When crime comes for Congress, it funds the police
Congress can’t solve the nation’s problems, but its members know what to do when the “defund the police” movement endangers their own personal safety.
Crime in Washington, D.C., has gotten so bad that the Committee on House Administration held a hearing on “Safety on Capitol Hill” last month. It heard a number of alarming statistics.
“Crime stats in the district closing out 2023 are absolutely staggering,” Greggory Pemberton, chairman of the D.C. Police Union, testified. “Homicides have reached 274, a 35 percent increase, carjackings reached 958, a 105 percent increase, robberies were up 67 percent, violent crime overall went up 39 percent, and all crimes went up 26 percent.”
Members of Congress and their employees aren’t immune to the violence that surrounds them. Last year, a man assaulted Rep. Angie Craig, D-Minn., in the elevator of her Washington apartment building. She escaped after throwing hot coffee on him. Armed assailants hijacked Rep. Henry Cuellar, D-Texas, last October.
Staffers aren’t as high-profile, but they’ve faced physical threats, too. Last June, two armed assailants attacked a staffer for Rep. Brad Finstad, R-Minn., after the congressional baseball game.
It isn’t hard to figure out what has caused the crime surge. The D.C. City Council, dominated by progressive radicals, has embraced the “defund the police” movement.
“Beginning in June of 2020, the D.C. Council began introducing anti-police legislation designed, in their own words, to ‘act accordingly to bend the arc of justice,’ ” Mr. Pemberton said. He continued, “The rhetoric that council members use when speaking publicly about law enforcement amounts to nothing short of virulent attacks on all police officers in the district.”

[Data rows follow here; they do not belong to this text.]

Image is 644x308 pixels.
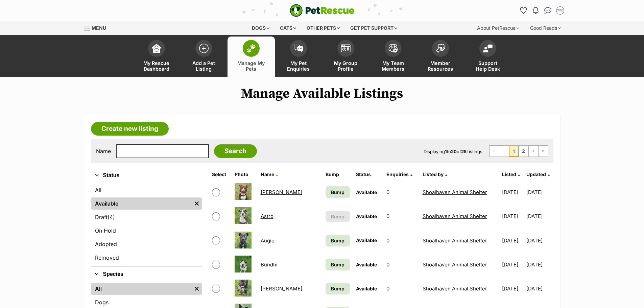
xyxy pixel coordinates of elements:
[325,235,350,247] a: Bump
[331,213,345,220] span: Bump
[519,5,529,16] a: Favourites
[294,45,304,52] img: pet-enquiries-icon-7e3ad2cf08bfb03b45e93fb7055b45f3efa6380592205ae92323e6603595dc1f.svg
[331,285,345,292] span: Bump
[527,229,553,252] td: [DATE]
[152,44,161,53] img: dashboard-icon-eb2f2d2d3e046f16d808141f083e7271f6b2e854fb5c12c21221c1fb7104beca.svg
[436,44,445,53] img: member-resources-icon-8e73f808a243e03378d46382f2149f9095a855e16c252ad45f914b54edf8863c.svg
[527,253,553,277] td: [DATE]
[108,213,115,221] span: (4)
[489,146,549,157] nav: Pagination
[290,4,355,17] a: PetRescue
[531,5,541,16] button: Notifications
[500,277,526,300] td: [DATE]
[133,36,180,77] a: My Rescue Dashboard
[141,60,172,72] span: My Rescue Dashboard
[423,285,487,292] a: Shoalhaven Animal Shelter
[356,262,377,268] span: Available
[384,229,420,252] td: 0
[91,122,169,135] a: Create new listing
[261,213,273,220] a: Astro
[423,189,487,196] a: Shoalhaven Animal Shelter
[509,146,519,157] span: Page 1
[91,184,202,196] a: All
[472,21,524,35] div: About PetRescue
[462,149,467,154] strong: 25
[302,21,345,35] div: Other pets
[386,171,413,178] a: Enquiries
[384,204,420,228] td: 0
[341,45,351,53] img: group-profile-icon-3fa3cf56718a62981997c0bc7e787c4b2cf8bcc04b72c1350f741eb67cf2f40e.svg
[533,7,539,14] img: notifications-46538b983faf8c2785f20acdc204bb7945ddae34d4c08c2a6579f10ce5e182be.svg
[424,149,483,154] span: Displaying to of Listings
[189,60,219,72] span: Add a Pet Listing
[423,171,448,178] a: Listed by
[346,21,402,35] div: Get pet support
[425,60,456,72] span: Member Resources
[483,45,493,53] img: help-desk-icon-fdf02630f3aa405de69fd3d07c3f3aa587a6932b1a1747fa1d2bba05be0121f9.svg
[527,171,546,178] span: Updated
[261,238,275,244] a: Augie
[91,283,192,295] a: All
[356,238,377,243] span: Available
[331,261,345,268] span: Bump
[389,44,398,53] img: team-members-icon-5396bd8760b3fe7c0b43da4ab00e1e3bb1a5d9ba89233759b79545d2d3fc5d0d.svg
[527,171,550,178] a: Updated
[91,198,192,210] a: Available
[529,146,539,157] a: Next page
[543,5,554,16] a: Conversations
[527,277,553,300] td: [DATE]
[325,259,350,270] a: Bump
[91,225,202,237] a: On Hold
[445,149,447,154] strong: 1
[500,253,526,277] td: [DATE]
[261,285,302,292] a: [PERSON_NAME]
[322,36,369,77] a: My Group Profile
[473,60,504,72] span: Support Help Desk
[91,211,202,223] a: Draft
[502,171,517,178] span: Listed
[423,262,487,268] a: Shoalhaven Animal Shelter
[378,60,409,72] span: My Team Members
[384,277,420,300] td: 0
[423,213,487,220] a: Shoalhaven Animal Shelter
[423,171,444,178] span: Listed by
[325,186,350,198] a: Bump
[232,169,257,180] th: Photo
[384,181,420,204] td: 0
[356,213,377,219] span: Available
[91,171,202,180] button: Status
[91,238,202,250] a: Adopted
[500,146,509,157] span: Previous page
[500,229,526,252] td: [DATE]
[555,5,566,16] button: My account
[527,181,553,204] td: [DATE]
[192,198,202,210] a: Remove filter
[544,7,552,14] img: chat-41dd97257d64d25036548639549fe6c8038ab92f7586957e7f3b1b290dea8141.svg
[384,253,420,277] td: 0
[519,5,566,16] ul: Account quick links
[502,171,520,178] a: Listed
[247,21,274,35] div: Dogs
[91,270,202,279] button: Species
[261,171,278,178] a: Name
[500,181,526,204] td: [DATE]
[331,189,345,196] span: Bump
[209,169,231,180] th: Select
[464,36,512,77] a: Support Help Desk
[323,169,353,180] th: Bump
[557,7,564,14] img: Jodie Parnell profile pic
[354,169,383,180] th: Status
[261,171,274,178] span: Name
[386,171,409,178] span: translation missing: en.admin.listings.index.attributes.enquiries
[228,36,275,77] a: Manage My Pets
[290,4,355,17] img: logo-e224e6f780fb5917bec1dbf3a21bbac754714ae5b6737aabdf751b685950b380.svg
[214,144,257,158] input: Search
[417,36,464,77] a: Member Resources
[261,262,278,268] a: Bundhi
[369,36,417,77] a: My Team Members
[275,21,301,35] div: Cats
[261,189,302,196] a: [PERSON_NAME]
[192,283,202,295] a: Remove filter
[283,60,314,72] span: My Pet Enquiries
[92,25,106,31] span: Menu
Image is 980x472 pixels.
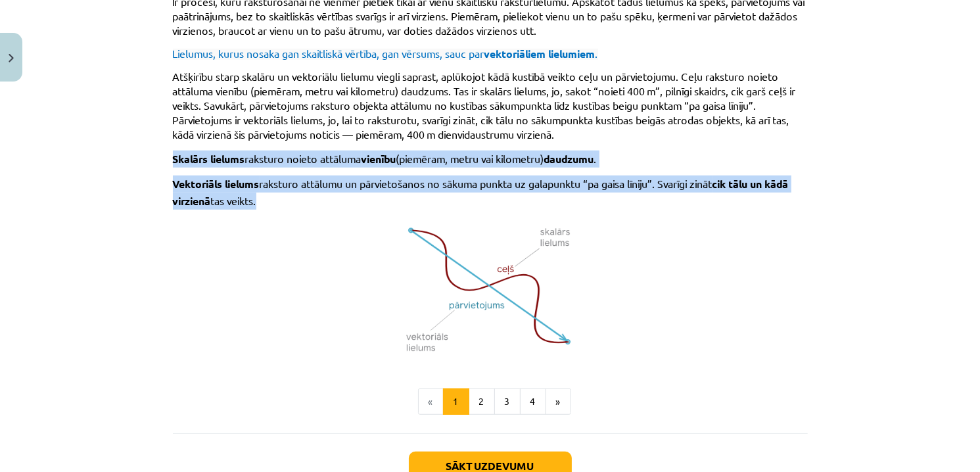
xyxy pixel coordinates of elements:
button: 3 [494,388,520,415]
button: 1 [443,388,469,415]
button: 4 [520,388,546,415]
img: icon-close-lesson-0947bae3869378f0d4975bcd49f059093ad1ed9edebbc8119c70593378902aed.svg [9,54,14,63]
span: Skalārs lielums [173,152,245,166]
span: Atšķirību starp skalāru un vektoriālu lielumu viegli saprast, aplūkojot kādā kustībā veikto ceļu ... [173,70,779,97]
nav: Page navigation example [173,388,808,415]
span: raksturo attālumu un pārvietošanos no sākuma punkta uz galapunktu “pa gaisa līniju”. Svarīgi zināt [259,176,713,190]
span: Lielumus, kurus nosaka gan skaitliskā vērtība, gan vērsums, sauc par . [173,47,598,60]
span: raksturo noieto attāluma [245,152,362,165]
span: vienību [362,152,396,166]
span: m dienvidaustrumu virzienā. [427,128,554,140]
span: . [595,152,597,165]
button: » [545,388,571,415]
span: tas veikts. [211,194,257,207]
span: (piemēram, metru vai kilometru) [396,152,544,165]
span: daudzumu [544,152,595,166]
span: Vektoriāls lielums [173,176,259,191]
button: 2 [468,388,495,415]
span: vektoriāliem lielumiem [484,47,595,61]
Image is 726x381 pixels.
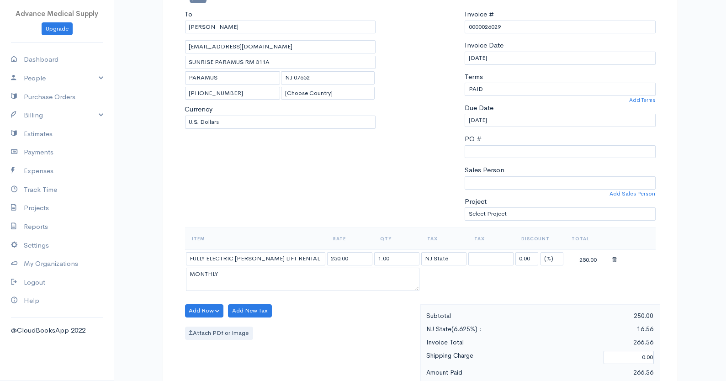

Some of this may be union posturing, but the facts are the facts. Unsurprisingly, the D.C. police force has lost more than 1,400 officers since 2020. It currently has more than 500 vacancies, which is projected to take a decade to fill. Mr. Pemberton called the council’s efforts an “abject failure.”
It’s worth noting how congressional Democrats react to dangerous “defund the police” policies when they affected them personally. They’ve beefed up their own police force.
In his testimony, Capitol Police Chief J. Thomas Manger thanked Congress “for providing us with the necessary funding” to reimburse police agencies that help it protect members and staff. Capitol Police are also building a new command center to help keep members of Congress safe. Last year, the Democrat-run Senate even passed a Republican bill overriding a D.C.-passed bill reducing criminal penalties.
If only average citizens facing higher crime and neighborhood deterioration from “defund the police” stupidity had these options.